The moment when Lem Pringle realised that she was no longer growing took it’s fine old time to reach her, clambering like a rheumatic old man to lodge itself in a firm nook in Lem’s vivacious brain. By then she had not been growing for a fair amount of time. Months, even. Her hair hung silky and chestnutty as ever, in limp ringlets just below her shoulder blades, stark against her brown, bony back. She measured it with a ruler. It hadn’t grown an inch! She was particular about her hair. She washed it in honey every other week, as her mama taught her, and she liked to lie on the grass sometimes, her hair cool as it fell over her face, breathing in the soft, sweet scent of honey and grass, a faint lemony fragrance that hung about her wherever she went.
Lem, Alex certified, was a very lemony child. Alex was Lem’s older, oldest and only sister.
But Lem really was not growing. Her nails had been trimmed four months ago, and they remained neatly trimmed. This, Lem mused, was not a terrible thing. At least she didn’t have to go through the hassle of cutting her nails every week. She looked at them often, under the table at school, when her hands twisted forwards and backwards over the handlebars of her bike as she whizzed through streets and up hills, thighs burning. She watched her nails very carefully when she ironed the family’s clothes on Sunday mornings. She glanced at them when she wrote her compositions for school, when she buttoned up her dress, when her small brown paws caressed her bows as she mused over which one she would choose that day.
They stayed the same.
Once she showed them to Finn.
“Look at my nails,” she said, walking into his shed one rainy day. Finn glanced, not really looking. He was carving something pretty. Later Lem saw the pretty thing on Alex’s chest of drawers. Alex never put anything on her chest of drawers.
Lem wondered if Finn thought they looked the same as four months ago. “Have my nails changed, Finn?”
He didn’t notice how big and brown her eyes were, how they were brimming with invisible tears.
“They’re very pretty,” he said. He smiled at her. Lem liked Finn’s smile. It rarely showed itself in full glory. It was a slow smile, and took it’s time to appear. Lem thought that you had to really like Finn to be patient enough to wait for his smile to get ready to present itself. It began as a small twitch of the corners of his mouth, and then small dimples appeared in his cheeks, they took their time to deepen as his mouth stretched from side to side, his teeth peeking out, the joy spreading from his lips to his eyes, dancing, merry, like the stars glittering in jubilant festivity.
She liked waiting for smiles. Too many people gave up too quickly. They didn’t look at other people, really look, long enough. They retreated quickly into themselves. They were afraid. Of what, though? Lem decided that they were missing out. She was glad she waited for Finn’s smile. She decided to always wait for people’s smiles. If they didn’t arrive. she hurried them on by giving them some of her own. That always made smiles travel faster. Smiles are attracted to smiles.
Lem didn’t care if her nails were pretty, of course. Lem wasn’t worried about such things.
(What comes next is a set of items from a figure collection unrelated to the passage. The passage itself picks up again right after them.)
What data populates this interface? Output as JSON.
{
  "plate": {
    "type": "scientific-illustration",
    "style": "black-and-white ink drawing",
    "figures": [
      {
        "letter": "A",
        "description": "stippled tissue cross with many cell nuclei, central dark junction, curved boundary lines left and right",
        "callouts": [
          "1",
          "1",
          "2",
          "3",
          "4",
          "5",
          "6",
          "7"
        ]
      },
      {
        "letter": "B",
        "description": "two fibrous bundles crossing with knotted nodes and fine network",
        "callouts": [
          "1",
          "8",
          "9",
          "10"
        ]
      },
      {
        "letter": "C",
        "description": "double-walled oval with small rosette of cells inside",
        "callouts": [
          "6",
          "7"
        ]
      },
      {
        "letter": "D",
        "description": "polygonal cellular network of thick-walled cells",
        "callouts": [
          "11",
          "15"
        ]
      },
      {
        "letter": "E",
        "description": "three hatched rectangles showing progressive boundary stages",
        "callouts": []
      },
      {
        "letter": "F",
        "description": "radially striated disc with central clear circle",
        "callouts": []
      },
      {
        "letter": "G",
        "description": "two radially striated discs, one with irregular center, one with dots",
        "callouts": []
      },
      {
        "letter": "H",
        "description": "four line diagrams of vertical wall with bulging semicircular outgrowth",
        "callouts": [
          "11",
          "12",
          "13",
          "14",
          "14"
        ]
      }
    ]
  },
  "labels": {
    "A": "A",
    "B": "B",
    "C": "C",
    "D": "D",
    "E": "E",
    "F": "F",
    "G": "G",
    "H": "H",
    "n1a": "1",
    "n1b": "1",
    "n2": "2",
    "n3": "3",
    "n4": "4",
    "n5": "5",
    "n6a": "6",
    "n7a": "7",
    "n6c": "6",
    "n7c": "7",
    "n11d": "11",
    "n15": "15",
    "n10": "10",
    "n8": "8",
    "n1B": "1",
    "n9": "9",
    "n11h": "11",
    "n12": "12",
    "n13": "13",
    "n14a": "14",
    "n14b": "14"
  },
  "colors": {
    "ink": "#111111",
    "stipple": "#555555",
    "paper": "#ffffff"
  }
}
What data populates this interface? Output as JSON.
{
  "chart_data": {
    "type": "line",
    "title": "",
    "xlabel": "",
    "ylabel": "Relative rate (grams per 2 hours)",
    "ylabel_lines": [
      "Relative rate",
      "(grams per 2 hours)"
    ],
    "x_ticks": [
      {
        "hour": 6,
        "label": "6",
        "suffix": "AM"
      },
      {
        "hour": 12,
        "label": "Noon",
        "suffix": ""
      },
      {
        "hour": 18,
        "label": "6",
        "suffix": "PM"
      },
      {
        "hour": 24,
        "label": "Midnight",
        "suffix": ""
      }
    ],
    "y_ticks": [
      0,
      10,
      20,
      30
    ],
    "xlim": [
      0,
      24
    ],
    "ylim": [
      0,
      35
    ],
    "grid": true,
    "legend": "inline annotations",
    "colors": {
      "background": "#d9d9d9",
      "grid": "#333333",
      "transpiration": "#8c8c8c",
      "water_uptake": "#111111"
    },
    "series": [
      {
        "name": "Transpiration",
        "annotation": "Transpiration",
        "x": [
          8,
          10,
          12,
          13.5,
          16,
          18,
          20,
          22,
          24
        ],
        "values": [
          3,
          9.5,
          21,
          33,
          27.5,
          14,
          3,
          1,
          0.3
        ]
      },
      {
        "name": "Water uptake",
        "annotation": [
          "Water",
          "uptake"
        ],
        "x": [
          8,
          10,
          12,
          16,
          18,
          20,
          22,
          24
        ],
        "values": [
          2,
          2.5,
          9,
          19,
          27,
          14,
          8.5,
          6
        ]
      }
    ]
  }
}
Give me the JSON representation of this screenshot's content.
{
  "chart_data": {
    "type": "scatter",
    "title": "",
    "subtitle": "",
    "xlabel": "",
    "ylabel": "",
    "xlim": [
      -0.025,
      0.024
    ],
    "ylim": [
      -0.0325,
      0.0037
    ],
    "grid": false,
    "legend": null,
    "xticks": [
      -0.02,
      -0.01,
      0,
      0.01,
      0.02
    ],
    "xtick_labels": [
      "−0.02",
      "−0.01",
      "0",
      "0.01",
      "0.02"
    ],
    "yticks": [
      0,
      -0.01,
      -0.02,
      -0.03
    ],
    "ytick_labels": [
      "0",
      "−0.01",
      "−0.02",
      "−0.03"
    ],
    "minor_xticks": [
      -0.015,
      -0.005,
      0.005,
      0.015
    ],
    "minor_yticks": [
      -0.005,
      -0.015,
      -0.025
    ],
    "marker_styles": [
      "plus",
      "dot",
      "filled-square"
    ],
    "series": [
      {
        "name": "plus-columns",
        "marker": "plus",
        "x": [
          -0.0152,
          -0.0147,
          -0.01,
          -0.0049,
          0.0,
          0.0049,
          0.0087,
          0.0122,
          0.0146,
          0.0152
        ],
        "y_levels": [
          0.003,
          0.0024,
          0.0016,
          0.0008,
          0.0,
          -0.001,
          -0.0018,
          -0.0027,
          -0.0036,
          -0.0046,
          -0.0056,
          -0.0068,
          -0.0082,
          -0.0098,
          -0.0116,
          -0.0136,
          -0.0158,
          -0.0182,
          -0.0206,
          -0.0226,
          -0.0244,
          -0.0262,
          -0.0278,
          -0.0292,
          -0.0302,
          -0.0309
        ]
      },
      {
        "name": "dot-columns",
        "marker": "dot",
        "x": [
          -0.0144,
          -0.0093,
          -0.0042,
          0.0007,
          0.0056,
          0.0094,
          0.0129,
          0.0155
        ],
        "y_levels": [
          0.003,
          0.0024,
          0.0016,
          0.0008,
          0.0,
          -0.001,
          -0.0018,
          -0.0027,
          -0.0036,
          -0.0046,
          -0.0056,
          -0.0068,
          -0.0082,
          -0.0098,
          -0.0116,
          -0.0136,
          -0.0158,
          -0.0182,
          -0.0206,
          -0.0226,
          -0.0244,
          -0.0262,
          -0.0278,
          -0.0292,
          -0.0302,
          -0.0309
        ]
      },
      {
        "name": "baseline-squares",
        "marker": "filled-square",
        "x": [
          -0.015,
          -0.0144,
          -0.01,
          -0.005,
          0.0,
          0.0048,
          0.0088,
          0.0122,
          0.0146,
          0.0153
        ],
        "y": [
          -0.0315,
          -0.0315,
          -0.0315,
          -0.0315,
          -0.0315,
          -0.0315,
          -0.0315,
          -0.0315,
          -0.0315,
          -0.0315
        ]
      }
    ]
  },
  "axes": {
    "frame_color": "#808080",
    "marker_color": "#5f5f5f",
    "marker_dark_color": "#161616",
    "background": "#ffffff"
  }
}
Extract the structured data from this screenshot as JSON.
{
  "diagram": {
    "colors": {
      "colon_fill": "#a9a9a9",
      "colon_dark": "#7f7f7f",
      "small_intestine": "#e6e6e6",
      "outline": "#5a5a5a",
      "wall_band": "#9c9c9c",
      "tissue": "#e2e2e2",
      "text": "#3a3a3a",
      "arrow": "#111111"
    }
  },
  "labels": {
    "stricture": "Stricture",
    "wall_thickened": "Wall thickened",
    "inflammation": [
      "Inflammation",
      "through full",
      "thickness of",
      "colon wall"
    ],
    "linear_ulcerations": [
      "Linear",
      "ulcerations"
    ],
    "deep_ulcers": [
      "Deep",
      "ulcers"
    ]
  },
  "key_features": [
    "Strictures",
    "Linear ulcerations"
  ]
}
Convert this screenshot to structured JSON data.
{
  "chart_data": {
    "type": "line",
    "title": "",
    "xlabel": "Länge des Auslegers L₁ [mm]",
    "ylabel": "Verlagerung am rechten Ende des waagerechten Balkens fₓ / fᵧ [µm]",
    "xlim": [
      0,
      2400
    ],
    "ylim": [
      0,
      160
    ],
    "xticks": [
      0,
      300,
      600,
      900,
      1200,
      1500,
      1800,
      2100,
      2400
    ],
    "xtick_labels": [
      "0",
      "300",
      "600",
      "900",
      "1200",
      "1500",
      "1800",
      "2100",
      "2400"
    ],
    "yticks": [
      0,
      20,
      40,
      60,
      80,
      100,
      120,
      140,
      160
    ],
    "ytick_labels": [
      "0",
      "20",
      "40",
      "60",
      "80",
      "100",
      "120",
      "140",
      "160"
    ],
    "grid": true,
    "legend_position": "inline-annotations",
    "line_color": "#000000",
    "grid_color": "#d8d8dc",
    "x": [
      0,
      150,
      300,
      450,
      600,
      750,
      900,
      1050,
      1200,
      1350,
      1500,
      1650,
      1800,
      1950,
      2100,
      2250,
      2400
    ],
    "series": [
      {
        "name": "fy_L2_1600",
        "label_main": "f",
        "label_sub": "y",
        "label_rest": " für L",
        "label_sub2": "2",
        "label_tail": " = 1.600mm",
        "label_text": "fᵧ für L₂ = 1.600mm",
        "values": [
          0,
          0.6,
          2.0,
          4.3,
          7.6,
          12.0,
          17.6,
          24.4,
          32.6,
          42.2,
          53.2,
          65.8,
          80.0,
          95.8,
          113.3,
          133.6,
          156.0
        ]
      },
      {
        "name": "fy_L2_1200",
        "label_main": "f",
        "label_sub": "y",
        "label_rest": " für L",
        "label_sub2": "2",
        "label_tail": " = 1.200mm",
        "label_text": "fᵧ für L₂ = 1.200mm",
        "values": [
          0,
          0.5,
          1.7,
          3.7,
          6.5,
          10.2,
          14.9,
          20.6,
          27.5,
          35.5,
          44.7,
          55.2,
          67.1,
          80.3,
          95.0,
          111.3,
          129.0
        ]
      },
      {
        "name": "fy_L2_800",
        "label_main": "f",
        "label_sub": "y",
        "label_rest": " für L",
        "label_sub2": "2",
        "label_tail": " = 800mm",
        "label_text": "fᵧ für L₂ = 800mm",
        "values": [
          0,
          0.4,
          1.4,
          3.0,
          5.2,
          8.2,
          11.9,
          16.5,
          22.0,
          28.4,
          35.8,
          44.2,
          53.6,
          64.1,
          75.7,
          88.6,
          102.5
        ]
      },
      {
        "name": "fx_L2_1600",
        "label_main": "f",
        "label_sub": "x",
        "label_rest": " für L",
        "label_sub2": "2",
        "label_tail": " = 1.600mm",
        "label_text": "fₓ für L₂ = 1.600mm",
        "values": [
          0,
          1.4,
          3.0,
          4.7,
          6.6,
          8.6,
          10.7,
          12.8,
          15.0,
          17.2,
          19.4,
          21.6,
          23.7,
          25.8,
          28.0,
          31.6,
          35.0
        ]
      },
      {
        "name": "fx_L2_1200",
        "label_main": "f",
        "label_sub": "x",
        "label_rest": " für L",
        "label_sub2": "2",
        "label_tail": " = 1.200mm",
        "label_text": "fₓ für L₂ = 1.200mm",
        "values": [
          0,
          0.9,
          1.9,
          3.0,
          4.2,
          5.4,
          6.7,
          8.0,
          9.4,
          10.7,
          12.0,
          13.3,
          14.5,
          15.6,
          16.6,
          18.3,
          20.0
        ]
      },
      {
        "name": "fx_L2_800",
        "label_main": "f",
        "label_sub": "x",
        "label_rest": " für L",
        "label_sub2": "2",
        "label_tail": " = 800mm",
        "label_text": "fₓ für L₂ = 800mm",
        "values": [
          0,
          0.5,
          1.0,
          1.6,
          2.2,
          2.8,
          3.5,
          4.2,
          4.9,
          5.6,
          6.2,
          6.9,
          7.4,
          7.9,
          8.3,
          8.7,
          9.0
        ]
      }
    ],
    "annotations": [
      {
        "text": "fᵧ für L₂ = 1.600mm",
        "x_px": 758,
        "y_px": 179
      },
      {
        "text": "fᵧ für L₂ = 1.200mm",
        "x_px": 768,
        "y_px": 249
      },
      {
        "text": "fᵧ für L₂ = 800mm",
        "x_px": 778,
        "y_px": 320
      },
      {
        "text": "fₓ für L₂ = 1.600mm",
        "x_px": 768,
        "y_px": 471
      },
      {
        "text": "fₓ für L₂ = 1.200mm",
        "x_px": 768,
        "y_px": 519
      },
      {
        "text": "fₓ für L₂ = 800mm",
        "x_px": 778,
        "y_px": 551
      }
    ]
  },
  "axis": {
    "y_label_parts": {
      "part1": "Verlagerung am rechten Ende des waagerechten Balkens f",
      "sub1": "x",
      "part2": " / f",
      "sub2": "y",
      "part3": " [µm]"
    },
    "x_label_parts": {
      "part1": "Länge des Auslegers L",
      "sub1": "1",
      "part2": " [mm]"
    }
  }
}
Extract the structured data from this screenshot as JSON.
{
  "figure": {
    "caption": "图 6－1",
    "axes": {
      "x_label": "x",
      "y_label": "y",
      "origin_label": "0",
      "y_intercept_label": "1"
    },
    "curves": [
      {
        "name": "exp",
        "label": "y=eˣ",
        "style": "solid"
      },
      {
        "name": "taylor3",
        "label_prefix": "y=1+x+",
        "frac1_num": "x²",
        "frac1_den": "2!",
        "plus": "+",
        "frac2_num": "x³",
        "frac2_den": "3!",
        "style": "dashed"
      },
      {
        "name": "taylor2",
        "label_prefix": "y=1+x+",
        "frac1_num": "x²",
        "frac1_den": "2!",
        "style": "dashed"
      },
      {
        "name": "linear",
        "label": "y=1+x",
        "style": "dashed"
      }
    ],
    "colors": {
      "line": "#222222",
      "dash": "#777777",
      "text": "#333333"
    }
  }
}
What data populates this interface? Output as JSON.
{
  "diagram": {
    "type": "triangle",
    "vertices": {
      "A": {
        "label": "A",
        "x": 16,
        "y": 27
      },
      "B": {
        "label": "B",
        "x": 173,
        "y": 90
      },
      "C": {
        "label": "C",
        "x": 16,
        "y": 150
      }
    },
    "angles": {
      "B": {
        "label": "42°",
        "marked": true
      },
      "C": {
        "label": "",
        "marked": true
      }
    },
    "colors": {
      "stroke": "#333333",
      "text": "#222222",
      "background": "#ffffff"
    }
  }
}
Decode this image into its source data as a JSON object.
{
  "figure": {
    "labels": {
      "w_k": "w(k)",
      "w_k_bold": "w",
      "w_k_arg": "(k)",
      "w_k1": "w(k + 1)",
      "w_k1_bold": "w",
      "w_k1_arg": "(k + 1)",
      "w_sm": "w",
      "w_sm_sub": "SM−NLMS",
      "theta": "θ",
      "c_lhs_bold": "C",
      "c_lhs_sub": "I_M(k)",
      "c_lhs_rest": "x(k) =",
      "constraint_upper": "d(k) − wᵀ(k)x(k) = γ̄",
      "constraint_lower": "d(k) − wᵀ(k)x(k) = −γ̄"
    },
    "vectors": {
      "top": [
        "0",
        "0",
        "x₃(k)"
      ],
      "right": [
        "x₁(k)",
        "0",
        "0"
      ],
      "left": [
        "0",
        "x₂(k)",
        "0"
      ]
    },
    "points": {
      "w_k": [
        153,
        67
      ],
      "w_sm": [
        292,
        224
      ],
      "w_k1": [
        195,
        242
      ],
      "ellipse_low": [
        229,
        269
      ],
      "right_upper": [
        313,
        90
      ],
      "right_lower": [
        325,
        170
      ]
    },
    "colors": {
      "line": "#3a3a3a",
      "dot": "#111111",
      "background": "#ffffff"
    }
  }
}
She just wanted them to grow. She wanted them to scratch her involuntarily when she clambered up a tree, or pulled on a pair of comfy woolly socks. She wanted to say, “Oh. Hallo. I need a nail cutter.” or “ouch. My nails are getting quite long now. I must give them a small chop”
She even wanted to trawl all over the house hunting for a nail cutter, eventually finding it somewhere ridiculous like under George’s bed, or in the fridge. Or in the sugar bowl. That was a grimy state of affairs, Lem remembered fondly.
Alas, she wasn’t growing at all. The height chart on George’s doorframe grew faded. Nobody raced to be taller anymore. Nobody glugged their milk down with ferocious determination.
When Lem Pringle looked down at her feet, they were the exact same distance that they were the last time she looked. They certainly weren’t getting nearer. But they weren’t getting further either.
****
If you have managed to make it this far, dear reader, could you let me know what you think? Only if you are inclined to, of course. This is an excerpt from a longer novel that I am currently writing. I have been working on this particular story for about three years now. My heroine is mentioned in this blog post.